Charles had been wondering about that. The authorities found Toad's body where it landed in the bay, but Sabretooth was never accounted for. A search with Cerebro turned up nothing, but that didn't mean he wasn't out there to be found. "I'm not completely sure that Victor Creed is dead. Perhaps he simply chose not to return to the Brotherhood fold."

"Don't split hairs, Xavier. We're fighting a war, however much you like to pretend otherwise, and you trained your students to kill. I only wish you'd trained them to kill the right people."

"I taught them to defend themselves against lethal force. You can hardly compare what they did to Erik's casual disregard for the inhabitants of one of the world's largest population centres."

He half expected her to argue that the process wouldn't necessarily have killed all those people, but she stepped away from him and stooped to pick up a stone instead. Perhaps Raven didn't care one way or the other.

"Is he all right?"

Charles thought of Erik wasting away inside his plastic prison, playing chess against himself and reading the books Charles brought him, and found that he couldn't lie to this woman. Whether he liked it or not, she loved him too. He's never needed to read her mind to learn that much.

"He could never be alright in a place like that. I am sorry."

She skimmed the stone across the pond, scattering the ducks. Charles frowned, but he knew that she wasn't really trying to hit them. Raven was lethally accurate when she wanted to be.

"Not sorry enough to get him out."

"No." There wasn't anything more to say. He hated seeing Erik locked up, but he could have killed millions of people. He deserved to be in prison, and inevitably that meant keeping him from his powers.

"If you loved him, you wouldn't be able to leave him there."

It's a ploy so obvious as to be unworthy of her. "Don't be ridiculous, Raven. Regardless of my personal feelings, I can't let him walk free."

"Yet you won't turn me in?" she asked, raising an eyebrow coolly.

"If I thought there was a way out of this position that wouldn't result in a dangerous panic, you wouldn't be at liberty."

"You lack imagination," she said. "Senator Kelly wouldn't need to be exposed. If you weren't so squeamish, he could disappear instead."

"That isn't the way I do things."

He hadn't forgotten that Raven was the instrument that almost destroyed his mind when Cerebro was sabotaged, but he wasn't the kind of man to hold a personal grudge about a thing like that.

"Or perhaps you find having a high profile pro-mutant convert in the Senate too convenient to waste the opportunity?"

He certainly wasn't going to admit to that, even if there was a degree of truth in it. "You can rely on us not to expose you, provided you do us the same courtesy."

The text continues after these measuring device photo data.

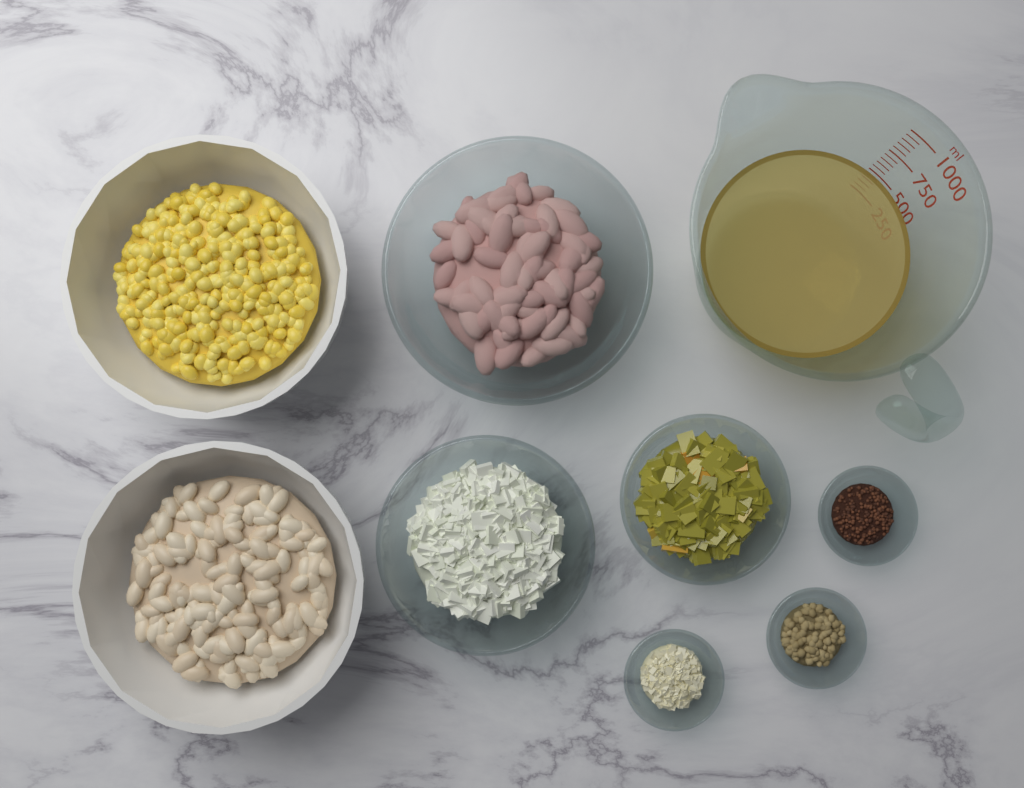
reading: 550 ml
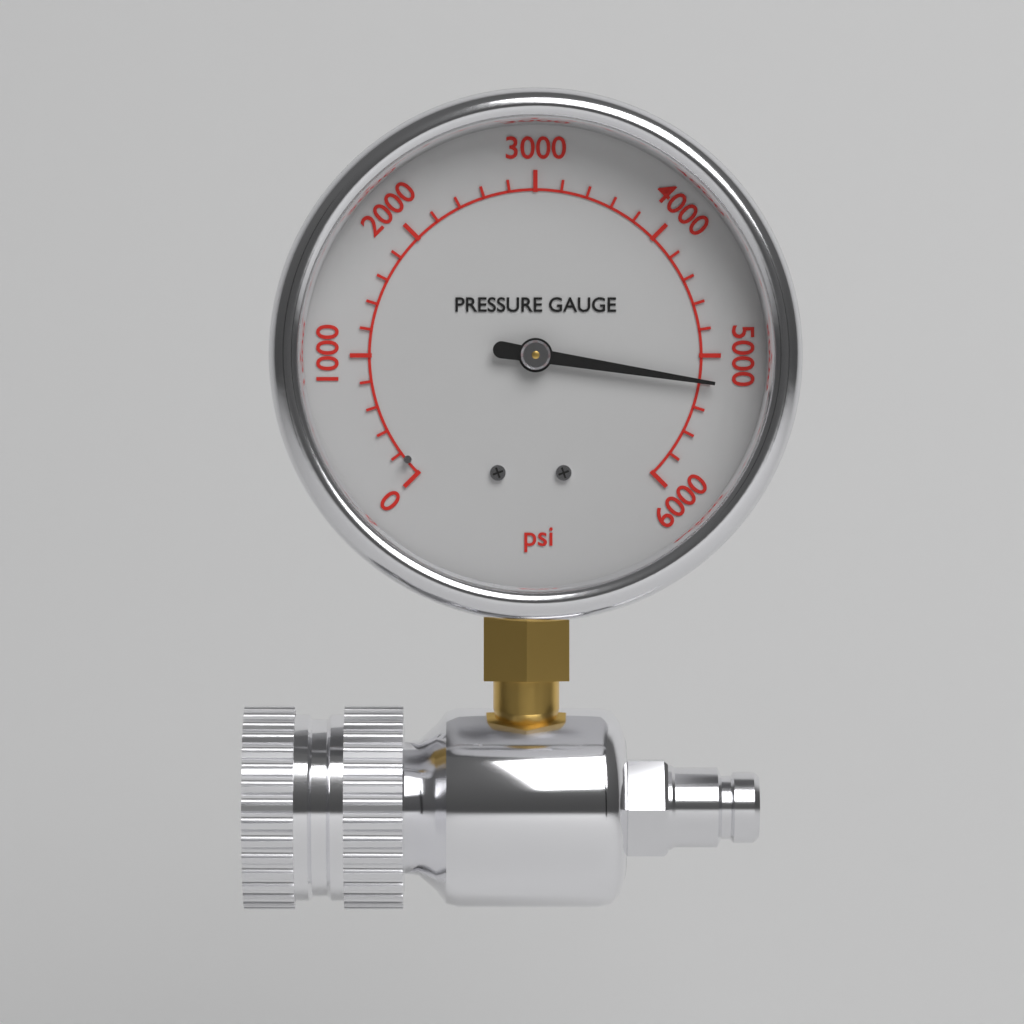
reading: 5200 psi
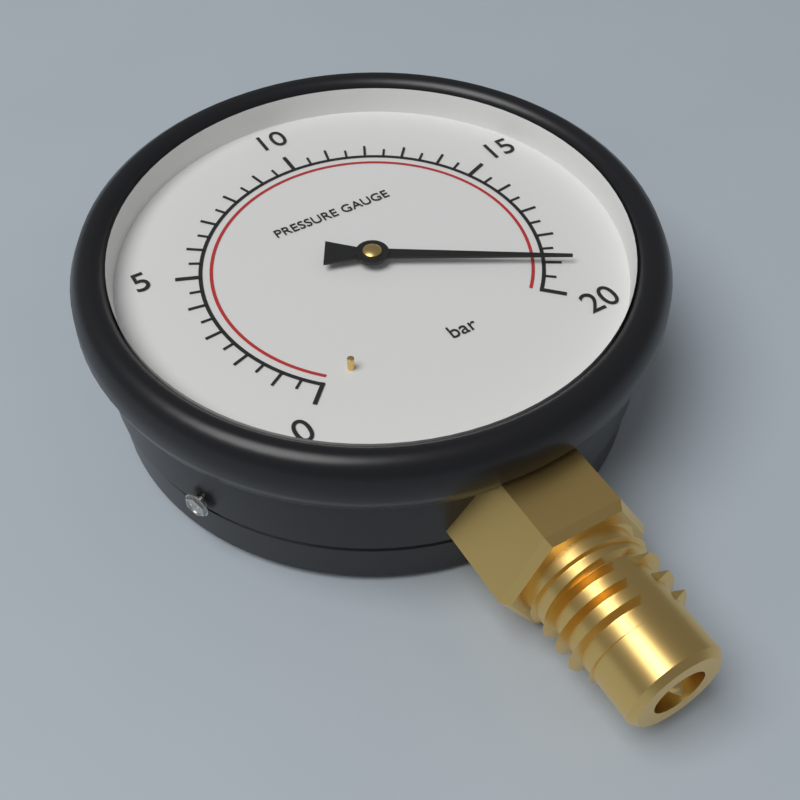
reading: 19.0 bar
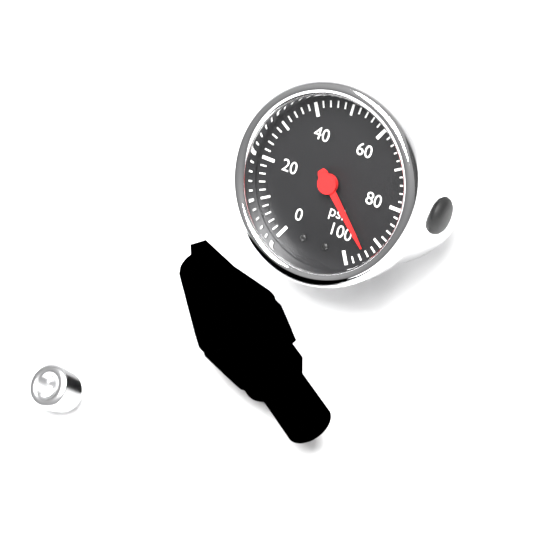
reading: 94 psi
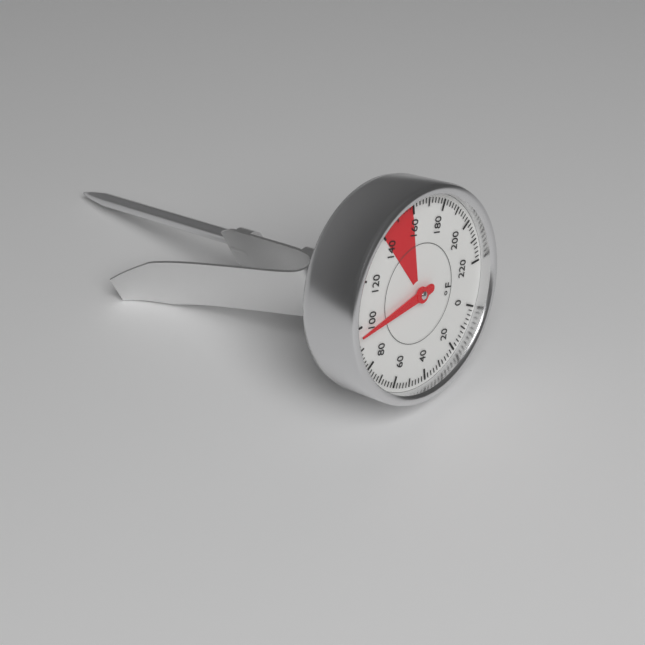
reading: 96 °F
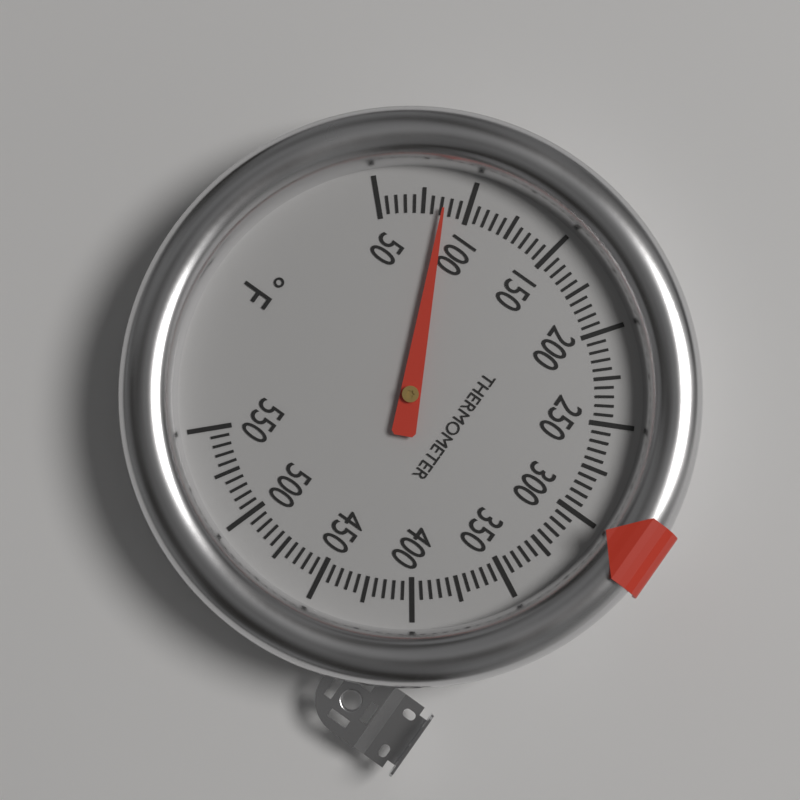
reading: 86 °F
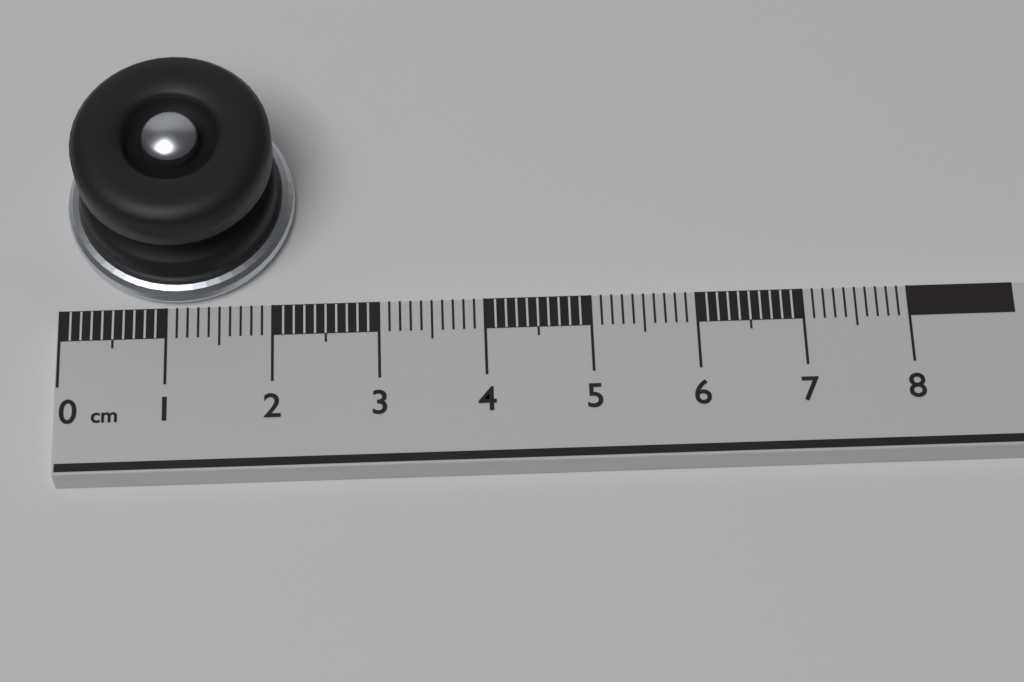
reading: 2.2 cm
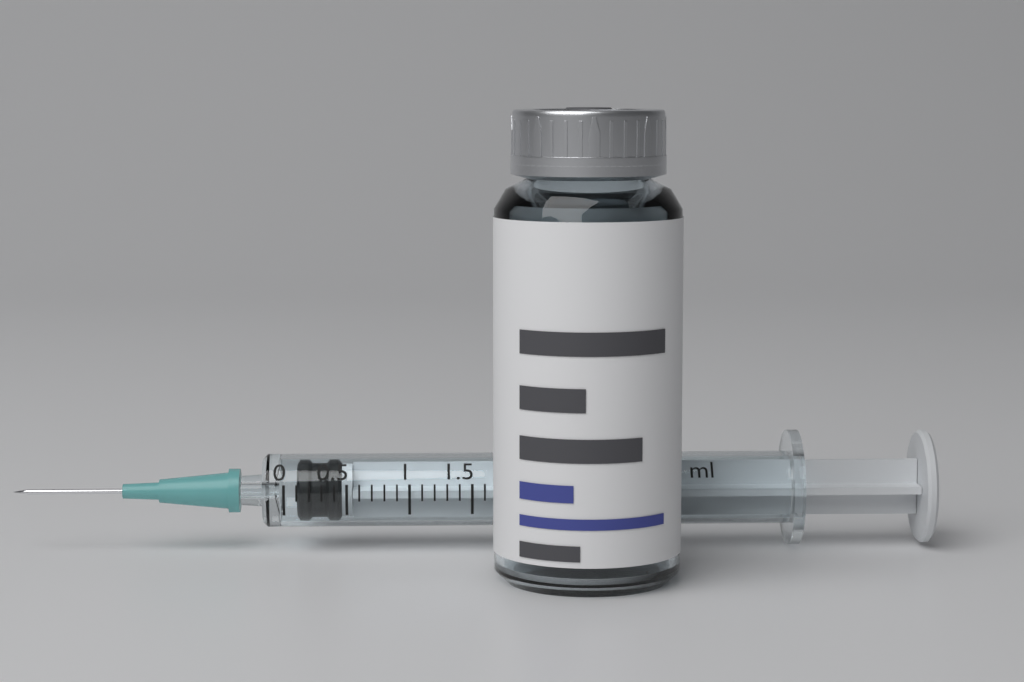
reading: 0.1 ml
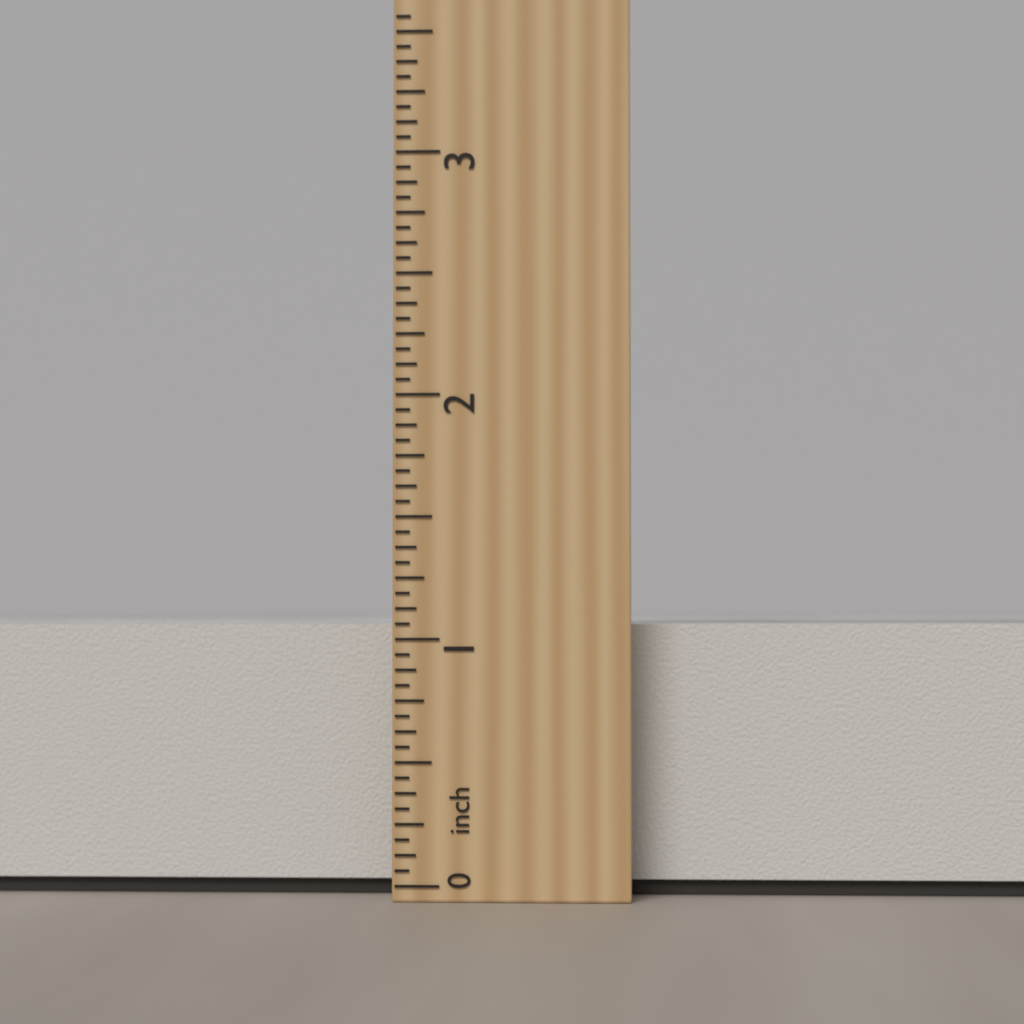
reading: 1.0625 inch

He knew that he can trust Raven and Erik – and any of their close associates - that far. They might know where his school was, and perhaps Raven would even relish destroying it, but no Brotherhood ideologue would risk harming so many young mutants by exposing him.

"I suppose that's it then," she said, watching the ducks settle fussily back onto the pond. "Détente."

It was not something that would last, but for now a truce is best for both sides. "Détente," he agreed.

"Give my love to Erik," she said, walking away with no further pleasantries. Charles watched her until she vanished behind a tree, and nobody who looked like the boy she was just impersonating came out the other side.